In January 1939, after Schacht had given various warnings of the danger of inflation during autumn 1938,87 the Reich Bank directorate sent a memorandum to Hitler. It stated that the ‘foreign exchange and financial situation’ had ‘reached a danger point, requiring urgent measures to avert the threat of inflation’. ‘The unlimited expansion of government expenditure is ruling out any attempt at achieving a balanced budget, and, despite a huge increase in taxes, is bringing the nation’s finances to the brink of collapse, thereby undermining both the Reich Bank and the currency.’ It was vital, in order to avert the threat of inflation, that new expenditure should be financed solely through taxes or loans (but then only if these did not disturb the long-term capital market). The whole of the financial sector must be put under the strict control of the Reich Finance Minister, the Reich Bank, and the Reich Prices Commissioner.88 Two weeks later, Hitler dismissed Schacht.89 With his departure all restrictions on the increase in the money supply disappeared.90
Visits from foreign statesmen
While the anti-Semitic propaganda campaign continued uninterrupted, in January Hitler received the foreign ministers of Poland, Hungary, and Czechoslovakia on the Obersalzberg, in order to prepare his further expansion plans. The uninhibited manner in which he discussed the ‘Jewish question’ during these meetings demonstrates the close connection that in Hitler’s view existed between expansion and the further radicalization of Jewish persecution.91 Before the meetings began, Hassell, the former German ambassador in Rome, had learnt from state secretary Weizsäcker during a visit to Berlin in the middle of December that German foreign policy was moving towards war; it was only a question of whether they should move straight away against Britain and secure Polish neut
rality, or whether they should ‘act first in the East to deal with the German–Polish and Ukrainian questions’. That was precisely the issue that Hitler wanted to clarify with the Poles in January.
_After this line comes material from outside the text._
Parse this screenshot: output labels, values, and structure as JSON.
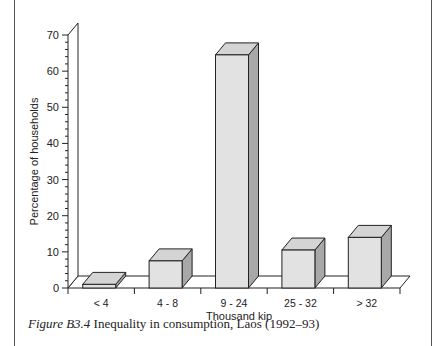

During the meeting with the Polish foreign minister, Beck, on 5 January, the main focus was above all the future of Carpatho-Ukraine, where a government had established itself with German support and was pursuing a pronounced ‘greater Ukrainian’ policy, in other words the aim of creating the core of a future Ukrainian state to include the Ukrainians in the Soviet Union as well as those in Poland.92 This alarming prospect was sufficient reason for Beck to advocate the territory being joined to Hungary.
In his reply Hitler began by emphasizing that ‘nothing whatsoever had changed’ in Germany’s relations with Poland since the 1934 Non-Aggression Pact. As far as the Carpatho-Ukraine issue was concerned, he could assure him that, with reference to ‘the intentions ascribed to Germany in the world press’, Poland had nothing at all to fear. With his mention of ‘ascribed intentions’ Hitler was referring to speculations in the British and French press that Germany was planning to use Carpatho-Ukraine as a springboard for further conquests in the east.93 In fact, Hitler stated, the Reich had ‘no interests beyond the Carpathians’. He then raised the question of Danzig and the Corridor. He told his Polish guest that he was thinking in terms of a formula whereby ‘Danzig would belong politically to the German community, but would remain economically with Poland’. Danzig was after all ‘German, would always remain German, and would sooner or later join Germany’. If Poland agreed to Danzig returning to the Reich and if ‘entirely new solutions’ could be applied to settle the problem of the link with East Prussia – Hitler was referring to the project for extraterritorial transport links through the Corridor – then he was prepared to guarantee Poland’s borders through a treaty. Beck took note of Hitler’s wishes with regard to Danzig, but added that this question ‘seemed to him extremely difficult’.